Read this guide in conjunction with the Australian Guide to Legal Citation.
You need to look at the details in the book itself to construct the citation.
The requirements are twofold with legal citation:
Author + Title + (Publisher, edition, year) + Pinpoint.
The full citation to a book or journal article is given only once in the footnotes.
The manner in which a subsequent reference is made depends on whether it is referring to a source in the immediately preceding footnote, or in a previous footnote other than that immediately preceding.
Where the subsequent reference is referring to the source in the previous footnote, i.e. footnote 5 is a subsequent reference to footnote 4, 'ibid' is used (see AGLC rule 1.4.3).

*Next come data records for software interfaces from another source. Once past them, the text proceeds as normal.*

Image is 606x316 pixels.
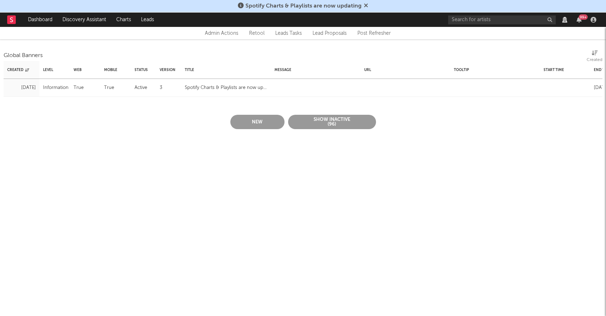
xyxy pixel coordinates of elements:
div: Level [43,62,53,78]
div: active [135,84,147,92]
div: [DATE] [7,84,36,92]
div: Tooltip [454,62,469,78]
div: Message [275,62,291,78]
div: Admin Actions [205,29,238,38]
a: Post Refresher [357,29,391,38]
a: Dashboard [23,13,57,27]
div: Created [7,62,29,78]
div: Mobile [104,62,117,78]
a: Charts [111,13,136,27]
div: URL [364,62,371,78]
div: Version [160,62,175,78]
input: Search for artists [448,15,556,24]
div: Global Banners [4,50,43,61]
div: Title [185,62,194,78]
div: 3 [160,84,162,92]
a: Lead Proposals [313,29,347,38]
button: 99+ [577,17,582,23]
button: Show inactive (96) [288,115,376,129]
div: Created [587,56,603,64]
div: information [43,84,69,92]
a: Retool [249,29,264,38]
div: Start Time [544,62,564,78]
a: Discovery Assistant [57,13,111,27]
span: Spotify Charts & Playlists are now updating [245,3,362,9]
a: Leads Tasks [275,29,302,38]
div: Web [74,62,81,78]
a: Leads [136,13,159,27]
div: true [104,84,114,92]
div: 99 + [579,14,588,20]
span: Dismiss [364,3,368,9]
div: Spotify Charts & Playlists are now updating [185,84,267,92]
button: New [230,115,285,129]
div: true [74,84,84,92]
div: Status [135,62,148,78]
div: Created [587,50,603,64]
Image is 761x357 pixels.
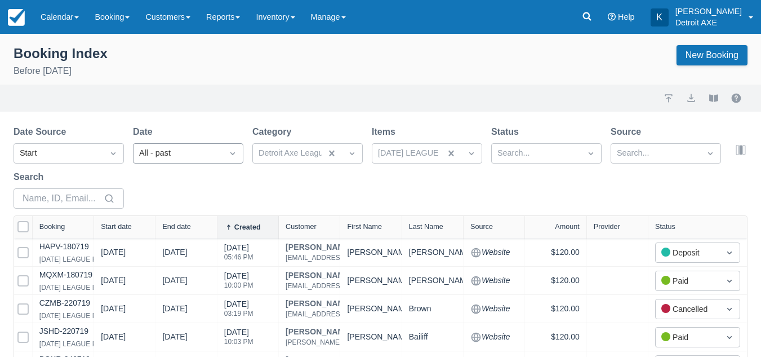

Ibid is not to be used where there are multiple sources in the preceding footnote.
Where the subsequent reference is referring to a source other than in the previous footnote, 'above n' is used, where 'n' refers to the number of the footnote being subsequently cited (see AGLC rule 1.4.2).
These notes are not exhaustive, see AGLC rule 6 for other requirements for citing a book in your work.
Author + Title + (Publisher, edition, year)
Note: In a bibliography entry where there is more than one author, only the first author's name is inverted. There is no full stop at the end of the citation in a bibliography (see AGLC rule 1.13).